NOTE: Without specifying widths!
Boobs
People who pooh pooh tables are boobs!
[mod edit: No, those who misuse tables are the boobs. ~gt]
Structure is not presentation
It appears you're as ignorant of html structure and css presentation as your namesake was of economics.
<!DOCTYPE html> <html> <head> <meta http-equiv="Content-Type" content="text/html; charset=utf-8" /> <title>Test document</title> <style type="text/css"> body { margin: 0; padding: 0; font: 100%/1.25 sans-serif; } p { font-size: 1em; margin: 1.25em 0; } #colholder { border-spacing: 1.25em; display: table; margin: 0 auto; } #colholder div { padding: 0 1.25em; } #colholder div:first-child { border: 1px solid black; display: table-cell; text-align: right; } #colholder div:last-child { border: 1px solid black; display: table-cell; } </style> </head> <body> <p>Duis accumsan volutpat mattis! Quisque et sodales tellus. Nulla quis dui turpis. Donec ut accumsan libero. Nullam adipiscing tellus sit amet purus malesuada pulvinar sed eget neque. Nunc feugiat, arcu sit amet viverra mollis, quam libero lacinia dolor; ut fermentum risus erat porta ante. Cras aliquam mollis lacus, vitae fringilla.</p> <div id="colholder"> <div> <p>Right aligned text<br /> second line</p> </div> <div> <p>Left aligned text Left aligned text<br /> Left aligned text</p> </div> </div> </body> </html>
Depending on how far back your browser support must reach, it may be better to use inline-blocks or even restrict yourself a bit and use floats. I wouldn't disparage Tyssen's suggestion too much, as his solution meets your rather unclear-on-the-specs problem statement. Plus he knows a hell of a lot more than you do on this subject.
Nice update. thanks for your
Nice update. thanks for your valuable code.
It appears you're as ignorant of html structure and css presentation as your namesake was of economics.

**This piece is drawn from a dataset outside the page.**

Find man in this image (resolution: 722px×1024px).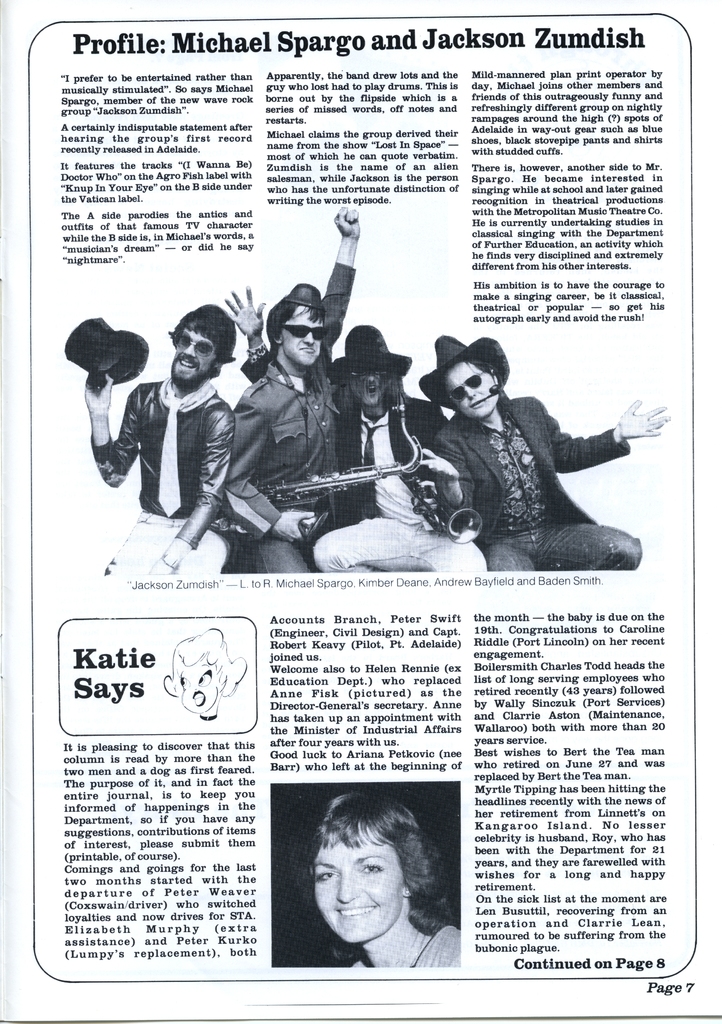
box=[231, 209, 358, 569].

<!DOCTYPE html> <html> <head> <meta http-equiv="Content-Type" content="text/html; charset=utf-8" /> <title>Test document</title> <style type="text/css"> body { margin: 0; padding: 0; font: 100%/1.25 sans-serif; } p { font-size: 1em; margin: 1.25em 0; } #colholder { border-spacing: 1.25em; display: table; margin: 0 auto; } #colholder div { padding: 0 1.25em; } #colholder div:first-child { border: 1px solid black; display: table-cell; text-align: right; } #colholder div:last-child { border: 1px solid black; display: table-cell; } </style> </head> <body> <p>Duis accumsan volutpat mattis! Quisque et sodales tellus. Nulla quis dui turpis. Donec ut accumsan libero. Nullam adipiscing tellus sit amet purus malesuada pulvinar sed eget neque. Nunc feugiat, arcu sit amet viverra mollis, quam libero lacinia dolor; ut fermentum risus erat porta ante. Cras aliquam mollis lacus, vitae fringilla.</p> <div id="colholder"> <div> <p>Right aligned text<br /> second line</p> </div> <div> <p>Left aligned text Left aligned text<br /> Left aligned text</p> </div> </div> </body> </html>
Depending on how far back your browser support must reach, it may be better to use inline-blocks or even restrict yourself a bit and use floats. I wouldn't disparage Tyssen's suggestion too much, as his solution meets your rather unclear-on-the-specs problem statement. Plus he knows a hell of a lot more than you do on this subject.
No kidding
I've never seen the display: table property used before. I'll use the display: inline-block property.